A dramatic decline in the lobster population could lie ahead, Dow said, when fishing effort was at an all-time high. Thanks to ambitious young lobstermen like Bruce Fernald, his brothers, and Jack Merrill, the number of traps along the Maine coast had risen to nearly ten times the historical average. Dow’s data indicated that catches had already started to fall. Dow implored the industry to cut back before it destroyed the population, but few listened.
The lobsterman, Dow finally stated in 1978, “is a shortsighted, monopolistic exploiter of a public resource.” Fishermen, proving themselves to be rapacious and greedy, were failing to protect the lobsters they depended on for sustenance. “If they’re stubborn much longer,” Dow concluded, “we won’t have a resource to worry about.”
“All the data indicate that we’re in for a steep decline,” another scientist in Maine told the press. “The thing’s going to crash on us. I feel very bad about this. I know it’s going to come.”
PART THREE
Fighting
6
Eviction Notice
If Bob Steneck were a lobster and wanted to cover his butt, what sort of shelter would he choose? Something that was easy to back into and defend from attackers. Bob sawed a PVC pipe into foot-long sections and tacked a rubber flap over one end of each piece. Donning his scuba gear, he descended underwater with his tubular homes and arranged them on a barren expanse of sediment in two rows, widely spaced. The rubber flaps were on the outside ends, so the entrances to the pipes faced inward, toward a kind of public square. It looked like a nice neighborhood.
Bob had no business building lobster neighborhoods. He’d been hired at the University of Maine as a marine ecologist in 1981 to study more arcane matters, like how long it took a sea urchin to eat a leaf of kelp. Bob had already made a name for himself piecing together an epic battle between coralline algae and vegetarian snails in the Caribbean, an evolutionary arms race th
at had transpired over millions of years. When Bob arrived in Maine he set out to examine the feeding patterns of herbivorous echinoderms and gastropod mollusks—the sort of blobs in shells that were known locally as urchins, snails, or limpets—but on his dives he was constantly distracted by lobsters. In the Caribbean Bob had sometimes glimpsed clawless spiny lobsters, but in Maine the lobsters were so plentiful and active that he had a hard time not playing with them. The animals seemed happy to oblige. When Bob checked his newly constructed neighborhood the next day, a pair of claws and antennae were poking out the entrance of every pipe.
“Shit,” Bob said to himself, “why the hell am I studying limpets?”
Getting underwater had been an obsession for Bob ever since his boyhood summers at his grandparents’ house on Lake Hopatcong in New Jersey. By the age of ten Bob had set a family record by swimming the four miles across the lake and back, but the surface of the water wasn’t what interested him. He devised a makeshift scuba tank from a plastic-lined canvas sack. The buoyancy of the air-filled bag prevented him from reaching the bottom, so he tied window-sash weights made of lead around his waist to drag him down. His friend on shore was supposed to replenish the air in the bag through a garden hose attached to a bicycle pump. Bob had been on the bottom watching a crayfish for more than an hour when he got a headache. Surfacing, he found that his friend had abandoned the pump and gone fishing.

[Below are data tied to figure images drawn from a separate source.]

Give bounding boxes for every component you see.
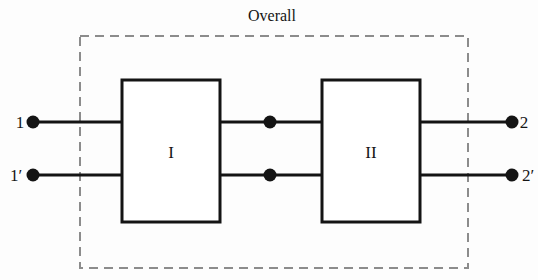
diagram-canvas: I II 1 1′ 2 2′ Overall: [0, 0, 538, 280]
port-label-1-prime: 1′: [10, 166, 22, 185]
port-label-2: 2: [520, 113, 529, 132]
port-label-1: 1: [16, 113, 25, 132]
terminal-dot-1-prime: [27, 169, 40, 182]
diagram-title: Overall: [248, 7, 297, 24]
wire-group: [33, 122, 512, 175]
terminal-dot-1: [27, 116, 40, 129]
terminal-dot-2: [506, 116, 519, 129]
junction-dot-bottom: [264, 169, 277, 182]
block-one-label: I: [168, 143, 174, 162]
terminal-dot-2-prime: [506, 169, 519, 182]
two-port-network-diagram: I II 1 1′ 2 2′ Overall: [0, 0, 538, 280]
port-label-2-prime: 2′: [522, 166, 534, 185]
block-two-label: II: [365, 143, 377, 162]
junction-dot-top: [264, 116, 277, 129]
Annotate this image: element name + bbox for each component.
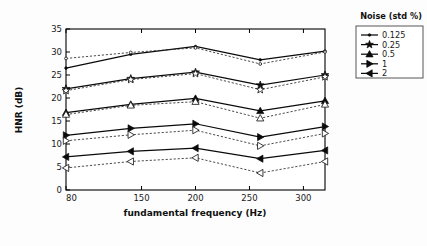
y-tick-label: 20 [51,93,62,103]
y-tick-label: 15 [51,116,62,126]
y-tick-label: 10 [51,139,62,149]
y-tick-label: 25 [51,70,62,80]
dot-marker [259,59,262,62]
legend-label: 0.5 [382,49,395,59]
dot-marker [194,46,197,49]
y-tick-label: 0 [57,185,62,195]
dot-marker [65,67,68,70]
chart-svg: 80150200250300 05101520253035 fundamenta… [0,0,427,246]
y-tick-label: 30 [51,47,62,57]
x-tick-label: 80 [66,193,77,203]
legend-label: 1 [382,59,387,69]
y-tick-label: 35 [51,24,62,34]
legend-label: 0.125 [382,30,405,40]
dot-marker [65,57,68,60]
y-axis-title: HNR (dB) [14,87,24,134]
x-tick-label: 250 [241,193,257,203]
y-tick-label: 5 [57,162,62,172]
x-axis-title: fundamental frequency (Hz) [124,208,267,218]
legend-title: Noise (std %) [360,11,422,21]
plot-area-frame [66,29,325,190]
dot-marker [259,63,262,66]
dot-marker [324,51,327,54]
dot-marker [368,34,371,37]
legend-label: 2 [382,68,387,78]
x-tick-label: 200 [187,193,203,203]
chart-figure: 80150200250300 05101520253035 fundamenta… [0,0,427,246]
x-tick-label: 300 [295,193,311,203]
dot-marker [129,51,132,54]
x-tick-label: 150 [133,193,149,203]
legend-label: 0.25 [382,40,400,50]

Now in Maine, Bob tried observing lobster behavior the same way he’d watched crayfish as a kid. Even with proper scuba gear, however, it was nearly impossible because lobsters could detect the minutest movements of water. If Bob tried to sneak up on a lobster that was foraging or searching for a shelter, the animal sensed the pressure waves emitted by the bubbles from Bob’s scuba regulator, stopped what it was doing, and turned to face him, its claws raised.